Wednesday, December 07, 2005

interesting articles.

http://www.nationalledger.com/artman/publish/article_27261950.shtml

http://rawstory.com/news/2005/Diebold_insider__alleges_company_plagued_1206.html

The second one... I admit, I haven't read it yet, but it's an expose on Diebold and their voting machines.

I don't understand the way electronic voting machines are being handled in our country. President Bush, after his election, the first one, promised that there would be no more, alleged voting scandals. We would have clean elections, Katherine Harris would update everything so Florida wasn't the laughing stock of the nation, etc.

What happened though? I'm sure the article offers insight into it. Katherine Harris hasn't done anything, well other than help Bush get elected. Florida hasn't updated anything, in my county, Duval, we can't even provide enough voting stations in our downtown area.

If we truly truly wanted to fix the voting in our country, and we were dead set on making it electronic we could have done it, we can still do it. We have the most brilliant computer scientists at our top universities, who I'm positive, wouldn't mind working on a project like this. So here's my list of how to fix elections to make them clean.

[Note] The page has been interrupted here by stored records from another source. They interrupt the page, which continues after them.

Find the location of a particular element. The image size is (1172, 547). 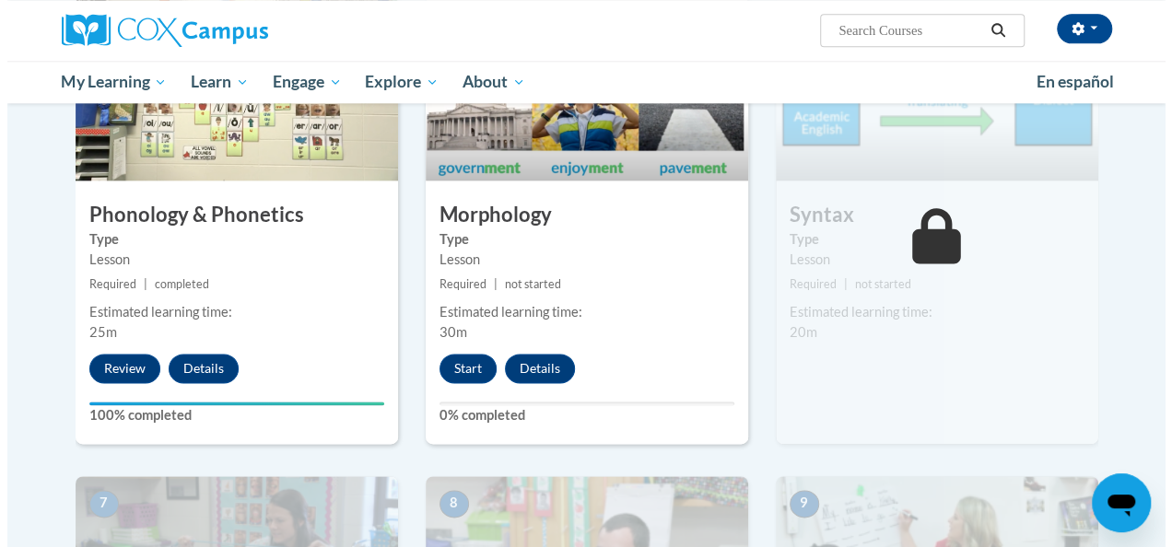

span: My Learning is located at coordinates (106, 82).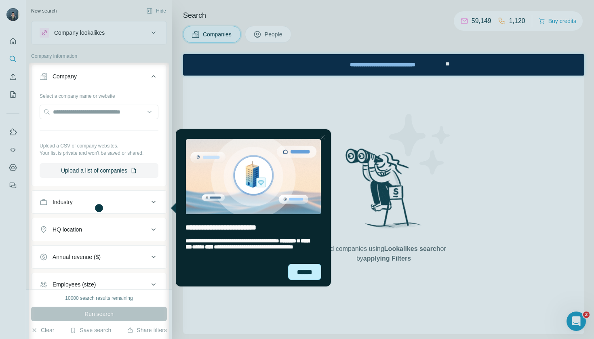 The width and height of the screenshot is (594, 339). What do you see at coordinates (91, 330) in the screenshot?
I see `button: Save search` at bounding box center [91, 330].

1. Electronic voting machine software is completely open source. this allows academics to look at it, hackers on the internet to look at it, and your armchair computer scientist to look at it and assess vulnerabilities, code weakness and tampering. Why shouldn't the code be open to inspection? The secrecy makes no sense, how can we expect to trust the government if they are so secretive?

2. Ask nation's top computer scientists to pitch in, provide a grant for their time.

3. Paper trail.

What's so difficult about this? You'd think after all of the software malfunctions and machine failures, we'd think, ding ding ding, what we've got doesn't work. That is of course, if the powers that be actually want the voting process to be fair and accurate.